Interoperability: Health IT's hardest problem is (finally) at an inflection point
Focus on Interoperability
Interoperability: Health IT's hardest problem is (finally) at an inflection point
With FHIR 4, Open APIs, Carequality and CommonWell reaching a milestone of sorts and the finalized information blocking rule from Health and Human Services coming, the table is set for notable advancements in health information exchange.
During April, we'll talk to experts and thought leaders about what's really happening in interoperability, present original HIMSS Media research on the state of data exchange, delve into the newly proposed rule from HHS and share insights about what the future holds.
"If you go looking for the people that have the last mile wired and/or have the data available – and in some cases have it in normalized, curated repositories, ready to be exchanged – it's the HIEs," says John Kansky.

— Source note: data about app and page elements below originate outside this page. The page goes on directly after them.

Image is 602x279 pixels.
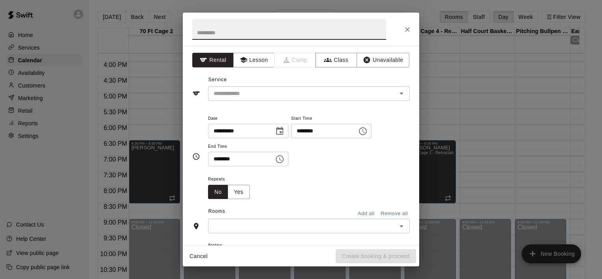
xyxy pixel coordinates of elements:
button: Choose time, selected time is 8:00 PM [355,123,371,139]
button: Open [396,221,407,232]
button: Yes [228,185,250,199]
svg: Timing [192,153,200,160]
span: Notes [209,240,410,252]
span: Service [209,77,227,82]
svg: Service [192,89,200,97]
button: Class [316,53,357,67]
button: Close [401,22,415,37]
button: Unavailable [357,53,410,67]
button: Remove all [379,208,410,220]
button: No [208,185,228,199]
span: Camps can only be created in the Services page [275,53,316,67]
span: Repeats [208,174,256,185]
button: Cancel [186,249,211,264]
div: outlined button group [208,185,250,199]
span: Rooms [209,209,226,214]
span: Start Time [291,114,372,124]
button: Lesson [233,53,275,67]
button: Open [396,88,407,99]
span: End Time [208,142,289,152]
span: Date [208,114,289,124]
button: Choose date, selected date is Aug 21, 2025 [272,123,288,139]
svg: Rooms [192,222,200,230]
button: Rental [192,53,234,67]
button: Choose time, selected time is 8:30 PM [272,151,288,167]
button: Add all [354,208,379,220]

"Hospitals engaged in all four interoperability domains – electronically sending, receiving, finding, and integrating – increased 41 percent since 2016," said National Coordinator for Health IT Donald Rucker, MD, seen speaking here at HIMSS18.
Elise Sweeney Anthony, director of the ONC Office of Policy (seen, center, at HIMSS19) said ONC will not be extend the comment period on the proposed rule, because it's important to move as quickly as possible toward a final rule.